Unfortunately, even the furnace won't function in most places without power, so electricity is a necessity. Most of our equipment is very poorly thought-out like this. When I installed a replacement on-demand water heater in this house, I could get the same model with different suffixes corresponding to three different ignition systems: a plug-in, on-demand spark ignition; a dynamo-based, on-demand spark ignition; or a tradtional pilot, with a piezo igniter. I chose the piezo igniter because I know I live in the boonies and the power can go off here, and I still want to have hot water if that happens. Of course, having flow takes a generator, but it doesn't take a whole-house generator and the pump house is significantly distant from the house.

Comment Re: not original (Score 1) 190

Plus, how do you codify a house able to withstand a high tide 12 feet above normal?

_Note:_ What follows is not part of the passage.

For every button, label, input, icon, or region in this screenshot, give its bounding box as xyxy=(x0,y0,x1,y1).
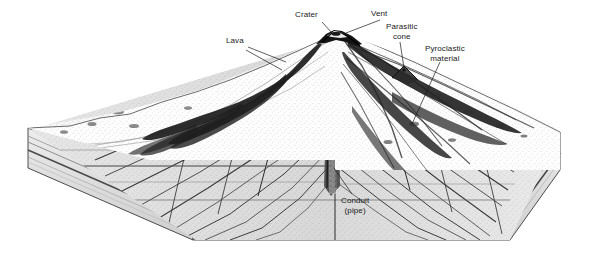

You don't. You just expect it to be washed away, and you don't expect help. And anyone who expects to be able to depend on you in situations with heavy weather is a tool who deserves to fail. We keep propping up idiots and we wonder why the world keeps looking more and more like Idiocracy. Nobody but farmers should be living on a flood plain, and we should be farming it. Nothing but disposable (and once fallen, biodegradable) summer homes should be built on the beach. No flammable structures should be built in wildfire zones. No fragile structures in common quake zones. Yet we still have all of that. Yes, even that last one, California is still building shit-shacks made of nothing. They might not fall down in a quake, but they will slop themselves apart, and they're highly flammable even though this is wildfire country.

In short, we are not even using the most basic common sense when siting and building. It's all for profit, and there is no sense to the system whatsoever. In fact, people who try to do the right thing are usually hampered so as to continue to produce more business for the system, ye olde broken window fallacy in action.